A study of the International Federation of Red Cross and Red Crescent Societies interestingly points out that the employees attracted “tend to have a value set orientated towards assisting people and making a lasting change in the world. When that is a person’s orientation, it is hard to get them to focus on process improvements.”

Chapters on RO in relation to IT show how technical proficiency doesn’t equate to capability at the right managerial level.

A chapter on work-related counseling includes the topics of “consensus induced chaos” and “guilt of management” in the world of “flat organisations” (presumably what have been called ‘Green meme’ approaches). There’s even a chapter, “Requisite Organization Goes to Church”, where John Morgan describes how he grew a New Mexico mega-church from 800 weekly attendance to 1,500. Most churches are stratum II or III; Piñon Hills Community Church is stratum V, he suggests. Morgan also did work looking at human capability/complexity of historical religious figures (ie Jesus, Martin Luther King Jr, and Pope John Paul II), an angle that would perhaps fit well into Prof. Thierry Pauchant’s project to write 100 ‘integral leadographies’ about key historical leaders.
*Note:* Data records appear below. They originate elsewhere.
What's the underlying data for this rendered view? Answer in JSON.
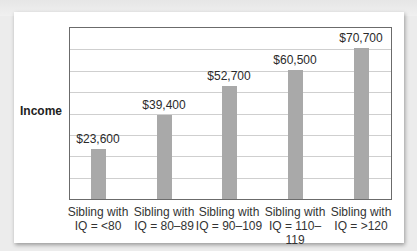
{
  "chart_data": {
    "type": "bar",
    "title": "",
    "xlabel": "",
    "ylabel": "Income",
    "categories": [
      "Sibling with IQ = <80",
      "Sibling with IQ = 80–89",
      "Sibling with IQ = 90–109",
      "Sibling with IQ = 110–119",
      "Sibling with IQ = >120"
    ],
    "values": [
      23600,
      39400,
      52700,
      60500,
      70700
    ],
    "value_labels": [
      "$23,600",
      "$39,400",
      "$52,700",
      "$60,500",
      "$70,700"
    ],
    "ylim": [
      0,
      80000
    ],
    "grid": true,
    "gridlines": 8,
    "legend": null
  },
  "axis": {
    "ylabel": "Income"
  },
  "bars": [
    {
      "label_line1": "Sibling with",
      "label_line2": "IQ = <80",
      "value_label": "$23,600"
    },
    {
      "label_line1": "Sibling with",
      "label_line2": "IQ = 80–89",
      "value_label": "$39,400"
    },
    {
      "label_line1": "Sibling with",
      "label_line2": "IQ = 90–109",
      "value_label": "$52,700"
    },
    {
      "label_line1": "Sibling with",
      "label_line2": "IQ = 110–119",
      "value_label": "$60,500"
    },
    {
      "label_line1": "Sibling with",
      "label_line2": "IQ = >120",
      "value_label": "$70,700"
    }
  ],
  "colors": {
    "bar": "#a9a9a9",
    "grid": "#cfcfcf",
    "frame": "#6b6b6b"
  }
}
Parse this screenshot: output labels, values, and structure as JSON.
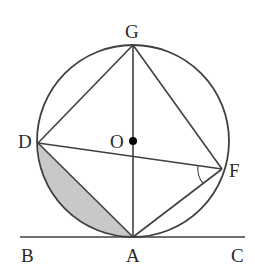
{
  "diagram": {
    "type": "geometry",
    "colors": {
      "stroke": "#404040",
      "shade": "#c8c8c8",
      "label": "#2a2a2a",
      "center_dot": "#000000"
    },
    "labels": {
      "G": "G",
      "O": "O",
      "D": "D",
      "F": "F",
      "B": "B",
      "A": "A",
      "C": "C"
    },
    "points": {
      "G": [
        133,
        45
      ],
      "O": [
        133,
        141
      ],
      "D": [
        38,
        143
      ],
      "F": [
        222,
        169
      ],
      "A": [
        133,
        237
      ],
      "B": [
        20,
        237
      ],
      "C": [
        245,
        237
      ]
    },
    "circle": {
      "center": "O",
      "radius": 96
    },
    "segments": [
      "D-G",
      "G-F",
      "G-A",
      "D-F",
      "D-A",
      "F-A",
      "B-C"
    ],
    "shaded_region": "segment between chord DA and minor arc DA",
    "angle_mark": "angle DFA at F"
  }
}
No mention, though, in this particular collection of Alison Brause’s Jaquesian work that compared 8 US Presidential elections and found that candidates with the higher cognitive complexity (as shown under the pressure of spontaneous political debate) would always win, or the younger candidate (set to mature to a higher complexity) if the complexity level was the same. Brause suggests that voters can intuitively judge a candidate’s complexity of mental processing (Though I’m told by Herb Koplowitz—a pioneer in higher adult development who now works with RO, and contributes to this volume—that the more recent victory of Bush (Stratum VI) over Kerry (Stratum VII) obviously doesn’t fit the proposed pattern).

It’s impossible really to give an adequate overview of this large and impressive volume, I recommend you dive in and discover it for yourself. It’s an easier read than Jaques’s own very many works, which you might want to move on to, including: Requisite Organization – A Total System for Effective Managerial Organization and Managerial Leadership for the 21st Centur y, E Executive Leadership – A Practical Guide to Managing Complexity, and Human Capability – A Study of Individual Potential and its Application. On the practical implementation side, some books worth looking at include Systems Leadership: Creating Positive Organisations, by MacDonald, Burke and Stewart, Targeting the Top by Nancy Lee, and Accountability Leadership: How to Strengthen Productivity Through Sound Managerial Leadership by Gerald Kraines.
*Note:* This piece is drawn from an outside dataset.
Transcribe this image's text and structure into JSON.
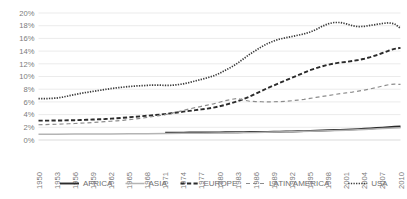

Near the beginning of the book there is also a promise of five further forthcoming volumes on applying the Requisite Organization approach in areas including non-for-profit organizations, government organizations, teaching/learning RO, and implications for society. This series ‘is planned as documentation of the ongoing spread and use of these ideas and as encouragement and guidance to future generations of general managers, practitioners, management educators and researchers.”

I’ll end with a couple of the suggestions from the Epilogue: “Don’t call it Requisite Organization. Call it ‘[Your Company’s] Management System’”, and put a ‘high mode’ individual (who is capable at one level under the CEO) in charge of HR, reporting directly to the CEO.

* A free pdf of the book is available to read here: http://www.globalro.org/pick-up/GOBook.pdf

Matthew Kalman MA, is a founder member of the Integral Institute, and launched the London Integral Circle in 2000. The group has hosted Integral Institute founder members including Susanne Cook-Greuter, Don Beck, John Rowan, and Rabbi Michael Lerner at events attracting up to 300 people. He has worked with Henley Management College to develop the first model of Integral Knowledge Management. Matthew works as a media professional and lives with his family in London, England.